Rabbit Hole

Bleak and Bleaker

Main Cast: Nicole Kidman, Aaron Eckhart, Diane Wiest, Sandra Oh

Director:  John Cameron Mitchell

For the record, I have absolutely nothing against depressing dramas.  They’re a movie staple for me, dark and dreary is fine and dandy.  I liked The Ice Storm, which should be more than enough to prove my depression stamina.  Yet it appears that even I have limits.  So far it’s a limit of one: Rabbit Hole.

So here’s your basic rundown.  Becca (Nicole Kidman) is married to Howie (Aaron Eckhart).  Eight months before we enter their lives, their 4-year-old son dies in an accident, leaving them shattered.   The movie is the story of their grief.  The end.

Yes, of course there are other people involved and a few things happen.  Diane Wiest joins the cast as Becca’s mother, also a grieving mother who lost her own son.  Tammy Blanchard and Giancarlo Esposito show up as Becca’s “irresponsible” sister and boyfriend, who happen to be unexpectedly pregnant.  Sandra Oh is in the group the couples attend to help them deal with their grief.  It’s a terrific cast and each supporting player performs admirably with the material they’re given.  Diane Wiest is especially touching as Becca’s grief whipping boy.

Yet with all this talent the movie is a void.  Nicole Kidman plays her now trademarked cold, distant and mean character.  We’ve seen it so many times now that Becca just melds with all the other unpleasant people she’s played.  It’s really, really hard to connect with Becca making it really, really hard to connect with the movie.

Eckhart does better.  Howie is more open with his emotions, frustrated with Becca but still in love with his wife.  He has no idea how to grieve or how to help his wife, nor will she let him.  She shuts him out like she shuts everything out, with a snide remark or angry dismissal.  But because so much of the screen time is spent with Becca, Eckhart can’t quite carry the emotional weight of the film.  He tries and his performance is terrific but the rest of the movie pulls him down.

The one redeeming feature that makes Rabbit Hole a movie worth making (not seeing, but making) is the complicated relationship Becca strikes up with the young man involved in the accident that killed her son.  This is the only glimmer of humanity from her character and the only glimmer of originality in the screenplay.  There’s no blame in the situation and for some reason Becca is driven to connect with this young man who shares part of her grief, even as he moves on with his life as her son never will.  It’s a very, very effective method of showing the many faces of grief and how they manifest so dramatically differently in those most closely involved.  It’s here, in this relationship, that Becca shines as a person and her bitter and ugly shell shows the smallest crack, hinting at a more accessible person.

Sadly, director John Cameron Mitchell does not make that relationship a large enough part of the film to save it any more than can the performance of Eckhart.  The cold, hard silence that mostly makes up the persona of Becca is too difficult to overcome.  We know and understand that she is in deep mourning, but we never really feel it.  Instead we just see another cold Kidman performance that lacks depth or the raw power inherent to the character.  As a parent, this movie should make me weep.  It doesn’t.  Every time there is enough raw feeling on the table, we’re pulled back by the unconvincing Kidman and reminded that we’re watching pretend people pretend to be grieving.

My daughter asked me what Rabbit Hole was about.  When I briefly told her she asked “why anyone would make a movie about that”?  And that is the essential downfall of the film.  There’s nothing to redeem its relentless pushing of unending grief.  No hope, no respite, nowhere to turn that isn’t bleak and unceasingly cold and cruel.  With one sentence any parent can see into the nightmare of this family.  The hour and a half of the film sheds no more light on it than our own imaginations.  The film was first a play and in the translation it loses its soul.  2 stars, not recommended.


◆ What to work on: Each line below that contains the word "input" must be copied.

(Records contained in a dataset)
┄┄┄┄┄┄┄┄┄┄┄┄┄┄┄┄┄┄┄┄
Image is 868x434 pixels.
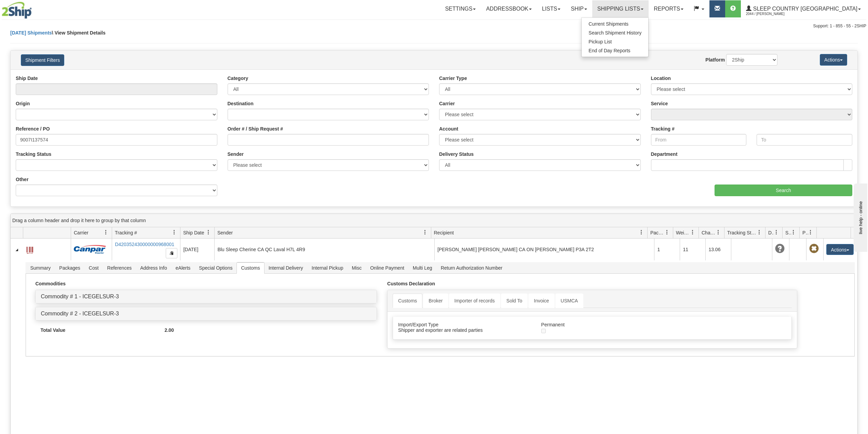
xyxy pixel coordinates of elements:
a: [DATE] Shipments [10,30,52,36]
div: grid grouping header [11,214,857,227]
span: Online Payment [366,262,408,273]
label: Account [439,125,458,132]
a: USMCA [555,293,584,308]
td: 13.06 [705,238,731,260]
span: Recipient [434,229,454,236]
a: Packages filter column settings [661,226,673,238]
a: Carrier filter column settings [100,226,112,238]
a: Broker [423,293,448,308]
button: Actions [826,244,853,255]
a: Ship [566,1,592,17]
span: 2044 / [PERSON_NAME] [746,11,798,17]
div: Permanent [536,322,713,327]
label: Origin [16,100,30,107]
span: Shipment Issues [786,229,791,236]
a: Customs [392,293,422,308]
span: Packages [55,262,84,273]
label: Order # / Ship Request # [228,125,284,132]
a: Shipping lists [592,1,649,17]
a: Commodity # 2 - ICEGELSUR-3 [41,311,119,317]
a: Addressbook [481,1,537,17]
a: Sold To [501,293,528,308]
span: Sender [217,229,232,236]
span: Charge [701,229,716,236]
input: Search [715,184,852,196]
button: Copy to clipboard [166,248,177,258]
span: Tracking # [115,229,137,236]
strong: Commodities [35,281,66,286]
label: Tracking # [651,125,675,132]
label: Sender [228,151,244,157]
label: Ship Date [16,75,38,82]
a: Commodity # 1 - ICEGELSUR-3 [41,293,119,299]
span: References [103,262,136,273]
span: Sleep Country [GEOGRAPHIC_DATA] [752,6,857,11]
span: Address Info [136,262,171,273]
button: Actions [820,54,847,66]
span: Unknown [775,244,785,253]
span: Ship Date [183,229,204,236]
a: Ship Date filter column settings [203,226,215,238]
a: Sender filter column settings [419,226,431,238]
span: eAlerts [171,262,195,273]
a: Reports [649,1,689,17]
label: Tracking Status [16,151,51,157]
strong: 2.00 [165,327,174,332]
label: Destination [228,100,254,107]
button: Shipment Filters [21,54,64,66]
span: Packages [650,229,665,236]
td: Blu Sleep Cherine CA QC Laval H7L 4R9 [215,238,434,260]
img: 14 - Canpar [74,245,106,253]
span: End of Day Reports [588,48,630,53]
span: Internal Delivery [264,262,307,273]
span: Pickup Status [802,229,808,236]
td: [PERSON_NAME] [PERSON_NAME] CA ON [PERSON_NAME] P3A 2T2 [434,238,654,260]
a: End of Day Reports [582,46,648,55]
input: From [651,134,746,145]
a: Search Shipment History [582,29,648,37]
span: Cost [85,262,103,273]
div: Import/Export Type [393,322,536,327]
span: \ View Shipment Details [52,30,106,36]
label: Location [651,75,671,82]
span: Misc [347,262,366,273]
a: Pickup List [582,37,648,46]
strong: Customs Declaration [387,281,435,286]
a: Pickup Status filter column settings [805,226,816,238]
a: Recipient filter column settings [636,226,648,238]
a: Tracking # filter column settings [169,226,180,238]
a: Sleep Country [GEOGRAPHIC_DATA] 2044 / [PERSON_NAME] [741,1,866,17]
span: Multi Leg [408,262,436,273]
a: Shipment Issues filter column settings [788,226,800,238]
label: Carrier Type [439,75,467,82]
span: Tracking Status [727,229,757,236]
label: Carrier [439,100,455,107]
strong: Total Value [41,327,65,332]
a: Settings [440,1,481,17]
label: Category [228,75,248,82]
div: Shipper and exporter are related parties [393,327,536,332]
a: Invoice [529,293,555,308]
span: Return Authorization Number [437,262,507,273]
a: Delivery Status filter column settings [770,226,782,238]
a: Label [27,244,33,254]
iframe: chat widget [852,182,867,252]
label: Department [651,151,677,157]
a: Importer of records [449,293,500,308]
span: Summary [26,262,54,273]
span: Current Shipments [588,21,628,27]
div: live help - online [5,6,63,11]
a: Charge filter column settings [713,226,724,238]
a: Current Shipments [582,19,648,29]
a: Collapse [13,246,20,253]
img: logo2044.jpg [2,2,32,19]
span: Customs [237,262,264,273]
span: Special Options [195,262,236,273]
a: Weight filter column settings [687,226,699,238]
label: Platform [705,56,725,63]
span: Delivery Status [768,229,774,236]
span: Pickup Not Assigned [810,244,819,253]
a: Lists [537,1,566,17]
input: To [756,134,852,145]
div: Support: 1 - 855 - 55 - 2SHIP [2,23,867,29]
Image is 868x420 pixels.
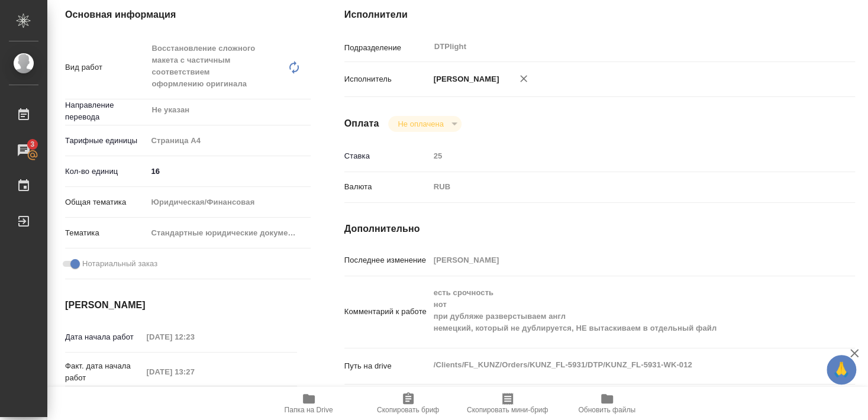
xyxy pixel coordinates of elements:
p: Путь на drive [344,360,430,372]
p: Направление перевода [65,100,147,123]
h4: Основная информация [65,8,297,22]
p: Факт. дата начала работ [65,360,143,383]
button: Не оплачена [394,118,447,129]
span: 3 [24,138,41,150]
h4: Исполнители [344,8,855,22]
p: Последнее изменение [344,255,430,266]
button: Скопировать мини-бриф [458,386,558,420]
p: Вид работ [65,61,147,73]
p: Кол-во единиц [65,165,147,178]
button: 🙏 [827,355,856,384]
div: Страница А4 [147,131,310,150]
p: Ставка [344,150,430,162]
button: Обновить файлы [558,386,656,420]
p: Исполнитель [344,73,430,86]
div: Юридическая/Финансовая [147,192,310,212]
p: Комментарий к работе [344,305,430,318]
p: Дата начала работ [65,331,143,343]
span: Обновить файлы [578,406,636,413]
input: ✎ Введи что-нибудь [147,163,310,179]
p: Валюта [344,181,430,193]
p: Тематика [65,227,147,239]
input: Пустое поле [143,328,246,345]
textarea: /Clients/FL_KUNZ/Orders/KUNZ_FL-5931/DTP/KUNZ_FL-5931-WK-012 [430,355,813,375]
h4: Дополнительно [344,222,855,236]
h4: Оплата [344,117,379,131]
a: 3 [3,135,44,165]
p: [PERSON_NAME] [430,73,499,86]
span: 🙏 [831,357,851,381]
div: Стандартные юридические документы, договоры, уставы [147,223,310,243]
button: Удалить исполнителя [511,66,537,92]
input: Пустое поле [430,251,813,269]
h4: [PERSON_NAME] [65,298,297,312]
span: Папка на Drive [285,406,333,413]
button: Папка на Drive [260,386,358,420]
span: Скопировать бриф [377,406,439,413]
div: RUB [430,177,813,197]
input: Пустое поле [430,148,813,164]
button: Скопировать бриф [358,386,458,420]
p: Тарифные единицы [65,134,147,147]
span: Нотариальный заказ [82,257,157,270]
textarea: есть срочность нот при дубляже разверстываем англ немецкий, который не дублируется, НЕ вытаскивае... [430,283,813,339]
span: Скопировать мини-бриф [466,406,548,413]
div: В работе [388,116,461,132]
input: Пустое поле [143,363,246,381]
p: Общая тематика [65,196,147,208]
p: Подразделение [344,42,430,54]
┄┄┄┄┄┄┄┄┄┄┄┄┄┄┄┄┄┄┄┄
◆ Exercise answer:
input: Search [715,184,852,196]
input: From [651,134,746,145]
input: To [756,134,852,145]
input: ✎ Введи что-нибудь [147,163,310,179]
input: Пустое поле [143,328,246,345]
input: Пустое поле [430,251,813,269]
input: Пустое поле [430,148,813,164]
input: Пустое поле [143,363,246,381]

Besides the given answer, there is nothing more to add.